There was already a large base of homeworkers out there. According to Tuncay Cil, Assia’s Chief Strategy Officer, there were 25 million people in the US already working from home before the pandemic struck. That represented about 6% of employees. That number mushroomed to over 50% during the lockdown and is currently at about 30 per cent post lockdown. 

That alone represents a huge potential market especially since employees forced through circumstance to work from home often have a long list of complaints about terms and conditions that will have to be taken into account to ease the path to the new normal. 

According to Cil, the first priority was toilet paper, and the second problem was technical difficulties with WFH connections.

On the corporate upside to WFH,  Assia lists reduction of various office related expenses, payroll savings, increases in productivity and expansion of the global workforce.
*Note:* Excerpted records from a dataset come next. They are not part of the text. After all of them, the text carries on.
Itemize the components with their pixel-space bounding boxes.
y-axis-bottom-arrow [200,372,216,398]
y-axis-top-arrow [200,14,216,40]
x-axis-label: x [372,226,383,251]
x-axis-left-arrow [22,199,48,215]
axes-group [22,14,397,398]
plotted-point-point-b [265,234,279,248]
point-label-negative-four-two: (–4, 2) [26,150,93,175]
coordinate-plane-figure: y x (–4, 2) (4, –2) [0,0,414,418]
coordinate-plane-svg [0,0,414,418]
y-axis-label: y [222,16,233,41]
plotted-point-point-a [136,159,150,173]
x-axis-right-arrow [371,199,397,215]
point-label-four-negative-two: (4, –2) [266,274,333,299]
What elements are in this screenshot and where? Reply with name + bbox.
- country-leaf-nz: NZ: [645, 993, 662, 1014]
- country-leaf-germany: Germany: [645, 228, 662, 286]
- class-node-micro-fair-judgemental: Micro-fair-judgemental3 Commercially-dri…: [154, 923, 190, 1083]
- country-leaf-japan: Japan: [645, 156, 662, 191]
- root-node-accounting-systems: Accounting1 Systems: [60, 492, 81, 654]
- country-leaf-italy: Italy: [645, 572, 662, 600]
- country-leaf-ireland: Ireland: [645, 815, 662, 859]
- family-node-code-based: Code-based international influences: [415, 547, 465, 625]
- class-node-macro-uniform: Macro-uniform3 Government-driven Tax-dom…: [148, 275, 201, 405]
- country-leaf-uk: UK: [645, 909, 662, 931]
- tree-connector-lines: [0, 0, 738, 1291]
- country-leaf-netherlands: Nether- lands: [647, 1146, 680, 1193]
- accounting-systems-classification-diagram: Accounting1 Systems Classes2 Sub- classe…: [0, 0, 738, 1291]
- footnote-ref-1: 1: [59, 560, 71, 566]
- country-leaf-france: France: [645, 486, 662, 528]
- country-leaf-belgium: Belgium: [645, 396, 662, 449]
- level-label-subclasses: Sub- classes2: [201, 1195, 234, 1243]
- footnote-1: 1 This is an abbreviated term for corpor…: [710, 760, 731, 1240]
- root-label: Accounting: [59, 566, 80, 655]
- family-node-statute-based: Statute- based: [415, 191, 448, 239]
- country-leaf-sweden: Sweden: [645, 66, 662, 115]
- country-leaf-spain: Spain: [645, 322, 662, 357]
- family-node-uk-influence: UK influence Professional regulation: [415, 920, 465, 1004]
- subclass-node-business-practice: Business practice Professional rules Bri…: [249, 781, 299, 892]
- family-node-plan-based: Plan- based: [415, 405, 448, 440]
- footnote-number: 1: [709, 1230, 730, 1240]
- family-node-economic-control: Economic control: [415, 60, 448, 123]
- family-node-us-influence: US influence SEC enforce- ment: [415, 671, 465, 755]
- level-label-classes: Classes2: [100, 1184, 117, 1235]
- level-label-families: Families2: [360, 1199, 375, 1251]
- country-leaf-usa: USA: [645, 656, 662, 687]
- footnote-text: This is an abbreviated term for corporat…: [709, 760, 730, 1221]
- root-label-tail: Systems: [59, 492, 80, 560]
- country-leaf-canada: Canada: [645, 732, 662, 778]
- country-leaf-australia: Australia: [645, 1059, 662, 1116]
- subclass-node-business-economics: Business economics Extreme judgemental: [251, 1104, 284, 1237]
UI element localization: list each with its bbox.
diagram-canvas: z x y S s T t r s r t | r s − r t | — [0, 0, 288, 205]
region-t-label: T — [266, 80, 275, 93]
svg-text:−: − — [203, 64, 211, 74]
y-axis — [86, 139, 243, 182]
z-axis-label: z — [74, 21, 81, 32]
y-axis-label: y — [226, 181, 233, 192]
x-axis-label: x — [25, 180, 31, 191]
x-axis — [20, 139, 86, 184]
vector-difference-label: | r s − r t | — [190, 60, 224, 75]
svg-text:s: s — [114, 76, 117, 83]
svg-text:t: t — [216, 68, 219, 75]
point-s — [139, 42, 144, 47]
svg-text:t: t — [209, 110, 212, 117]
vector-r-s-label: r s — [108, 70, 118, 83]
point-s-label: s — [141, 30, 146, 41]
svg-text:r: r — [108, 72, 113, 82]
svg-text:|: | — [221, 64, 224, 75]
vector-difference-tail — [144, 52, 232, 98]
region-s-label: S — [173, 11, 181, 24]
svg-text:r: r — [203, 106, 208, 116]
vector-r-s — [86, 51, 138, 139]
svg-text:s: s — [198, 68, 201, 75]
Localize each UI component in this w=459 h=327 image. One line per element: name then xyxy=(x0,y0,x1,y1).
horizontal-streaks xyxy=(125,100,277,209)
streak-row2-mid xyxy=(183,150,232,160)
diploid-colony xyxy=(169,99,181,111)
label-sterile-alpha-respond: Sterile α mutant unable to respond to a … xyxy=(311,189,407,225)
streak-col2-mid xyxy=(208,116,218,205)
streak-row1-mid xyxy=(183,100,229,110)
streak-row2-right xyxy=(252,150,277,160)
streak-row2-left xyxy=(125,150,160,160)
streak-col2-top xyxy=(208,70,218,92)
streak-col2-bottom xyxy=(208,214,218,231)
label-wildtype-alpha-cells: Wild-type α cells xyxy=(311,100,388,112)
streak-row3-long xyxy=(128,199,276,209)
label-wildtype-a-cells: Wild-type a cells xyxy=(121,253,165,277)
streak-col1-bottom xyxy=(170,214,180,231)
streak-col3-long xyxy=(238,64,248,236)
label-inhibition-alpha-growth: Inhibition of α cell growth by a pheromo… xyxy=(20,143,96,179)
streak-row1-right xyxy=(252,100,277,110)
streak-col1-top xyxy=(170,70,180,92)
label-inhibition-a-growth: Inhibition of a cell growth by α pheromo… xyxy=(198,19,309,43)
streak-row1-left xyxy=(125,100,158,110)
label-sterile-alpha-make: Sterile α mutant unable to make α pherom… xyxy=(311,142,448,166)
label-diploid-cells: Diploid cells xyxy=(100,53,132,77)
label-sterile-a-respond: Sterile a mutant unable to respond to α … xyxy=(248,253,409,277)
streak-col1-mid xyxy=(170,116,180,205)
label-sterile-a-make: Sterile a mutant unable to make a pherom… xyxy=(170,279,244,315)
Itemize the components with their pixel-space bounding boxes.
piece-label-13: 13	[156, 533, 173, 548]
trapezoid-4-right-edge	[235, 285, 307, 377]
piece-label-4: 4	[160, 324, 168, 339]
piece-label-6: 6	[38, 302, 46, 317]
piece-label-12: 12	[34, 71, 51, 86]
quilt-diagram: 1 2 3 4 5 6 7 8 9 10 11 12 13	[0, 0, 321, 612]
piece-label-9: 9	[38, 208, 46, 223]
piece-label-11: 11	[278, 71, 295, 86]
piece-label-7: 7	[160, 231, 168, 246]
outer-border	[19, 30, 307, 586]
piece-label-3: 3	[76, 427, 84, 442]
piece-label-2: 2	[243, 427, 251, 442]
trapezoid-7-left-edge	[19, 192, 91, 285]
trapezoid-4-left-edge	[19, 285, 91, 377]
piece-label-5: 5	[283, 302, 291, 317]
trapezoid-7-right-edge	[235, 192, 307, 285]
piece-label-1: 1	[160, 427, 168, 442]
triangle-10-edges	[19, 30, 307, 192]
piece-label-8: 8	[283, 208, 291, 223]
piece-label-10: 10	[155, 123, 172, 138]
The cost of workspace can be up to $10,000 per US employee per year, so there’s plenty of room to subsidise home work space. 

Taken overall though the new normal is not simply about savings, but can be about building a better understanding of work itself and how changes can be made to improve the work experience to benefit both employee and employer. 

Having established that just to manage the technical arrangements (connectivity, software, work furniture and devices) Assia calculates most employers could easily see their way to investing $50 per employee per week. That’s without the follow-on advantages Assia claims it can provide in terms of understanding, monitoring and improving workflow via its management system. 

“We collect vast amounts of data and we can align that to how well the employee is enjoying the experience,” said one Assia executive. 

Nobody wants to admit it, but by separating employees physically and then monitoring all their actions you end up with a storehouse of behavioural data that can be used to gain insights and improve overall performance. Using these tools responsibly to avoid the ‘s’ word (surveillance) is clearly going to be tricky. 

However, there are good signs. The early stage of the new normal has already seen many thinkers and top managers demonstrate a readiness to address new definitions of work and, indeed, new definitions of normal. The best meme I’ve seen so far which provides a step forward in thinking is “Work is not a ‘place’. Work is output.”